The Pipe Man
Television was somewhat different in Ireland in the ’70s.
Basically there were two channels – RTE 1 and Network 2 [now RTE 2]. If you had a television set you could receive both with just a coat hanger stuck in the aerial socket.
However there were four other channels – BBC 1, BBC 2, UTV and Channel 4 which everyone wanted to watch, but to do so you needed a massive fuck-off aerial on the roof. The Dublin skyline was dominated with these ugly yokes, some reaching up to fifty feet and more. Even then reception was crap.
The solution was Piped Television. Officially it was Cable Television but everyone referred to it as The Pipe [or in the Dublin vernacular, Da Poipe]. The idea was to build a massive lattice tower anything up to 200 feet high, stick an array of aerials on the top and then distribute the signals via coaxial cables tacked to everyone’s eaves. Because of some daft regulation, each tower could only serve 500 homes, so an estate of 1000 houses would need two of those monstrous towers.
Now I cannot exaggerate the excitement the erection of a “pipe tower” would cause. Immediately the office would be flooded with calls from people wanting to know if and when they were getting The Pipe. Usually the process would take a few months before houses were actually connected but for some strange reason the sales staff were ordered to tell people that they’d have it within two weeks. That was the start of the problems!
While the tower was being erected a team would canvass the area to find out who exactly wanted the service [nearly everyone] and whether they minded having cables run past their house. There were some who stated that there was no fucking way they were going to tolerate any cables anywhere near their properties, for religious reasons or just because they were bloody minded. The latter were known as Stoppers in the trade.
The next part of the process was where I stepped in. I was given all the canvass sheets and had to find ordnance maps for the area. If the ordnance maps were out of date I’d have to track down the builder to get plans from them. Not an easy task.
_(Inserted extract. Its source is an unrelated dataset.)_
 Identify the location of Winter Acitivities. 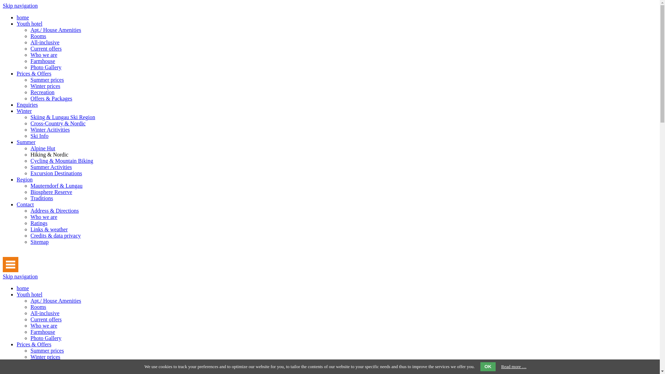
(50, 130).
Having gotten the plans my next step was to physically survey the area on foot. Basically it was a case of discovering all the details that weren’t on the maps such as the height and shape of buildings, and any obstacles in the way of cabling. This part of the process was relatively simple except for one thing – the residents had been wound up to fever pitch at the prospect of getting “da telly” and were on the lookout for any stranger in their estate, as we were now well within the two weeks promised by the sales staff. So I was frequently accosted by people wanting to know if I was The Pipe Man and when the fuck where they getting The Pipe as promised. Of course I became very adept at lying and would invent various reasons for my presence, usually that I was from Ordnance Survey or was a architectural student. Either way I’d tell ’em I had fuck all to do with Da Telly or Da Poipe and to stop annoying me.
I would then design the system, deciding what cables went where, what equipment was required for each property and where amplifiers and power supplies were to be mounted. I would then pass the plans and bills of material over to the contractors to actually start installing everything.
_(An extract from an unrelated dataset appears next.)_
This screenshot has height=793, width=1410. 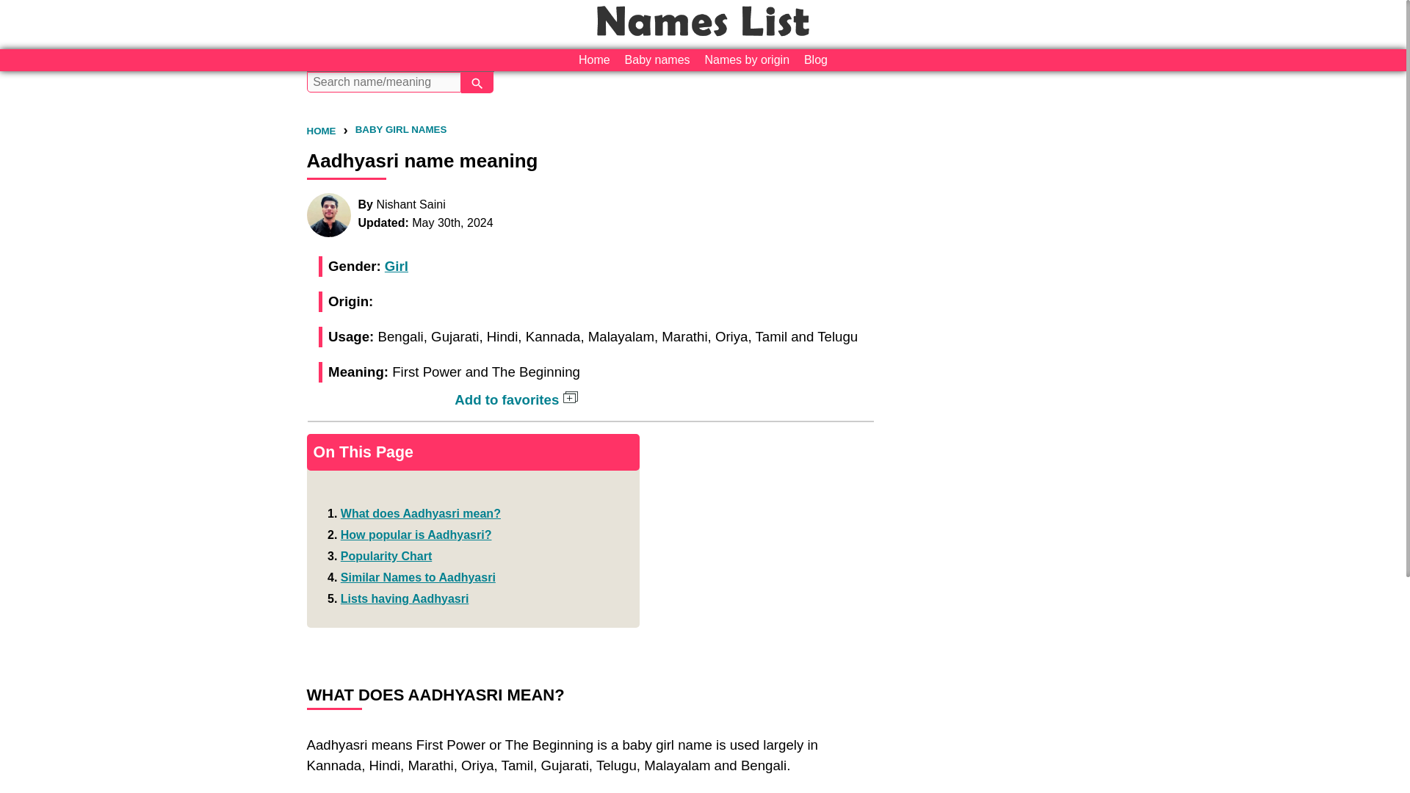 I want to click on BABY GIRL NAMES, so click(x=401, y=129).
As far as I was concerned, that was the calm before the storm.
To be continued [as they say]
Excellent! The first installment. Only 200 homes per tower? Sounds like regulations designed to put cable out of business before it even got started.
As far as the Stoppers are concerned, we call them NIMBYs (Not In MY Back Yard) in my neck of the woods. For example, they would protest loudly when a new cell tower was going to be built within sight of their homes–even when it was disguised as a rather weird looking tree (spoils their view they say). This would also give them the cell coverage that they didn't previously have.
These were the same idiots that previously complained loudly that there was no cell coverage in their area.
Can't win for trying.
Reading back on the above I realised my error. In fact it was 500 homes per mast, not 200. It was still a crazy limit and I have no idea as to its purpose.
I'm surprised at the ease with which they got planning permission for the towers. They did look impressive though – 150 feet of galvanised lattice topped off with four massive parabolic dishes and a collection of smaer aerials. Ther was no way they coud be disguised at trees!
I lived in Cork in the seventies, two-channel land as it were but I did visit Dublin occasionally. On one such visit I do recall mention of this fampus 'pipe'. I was talking to guy in a bar and I happened to mention that I had four sisters. He considered this for a while then asked, "Do any of them take pipe?"
I suppose if I had known what he was talking about at the time I could have informed him that we could only get RTE in Cork!!!
But you did get The Pipe eventually. I happen to have [*cough*] first hand knowledge of the cabling of Cork City!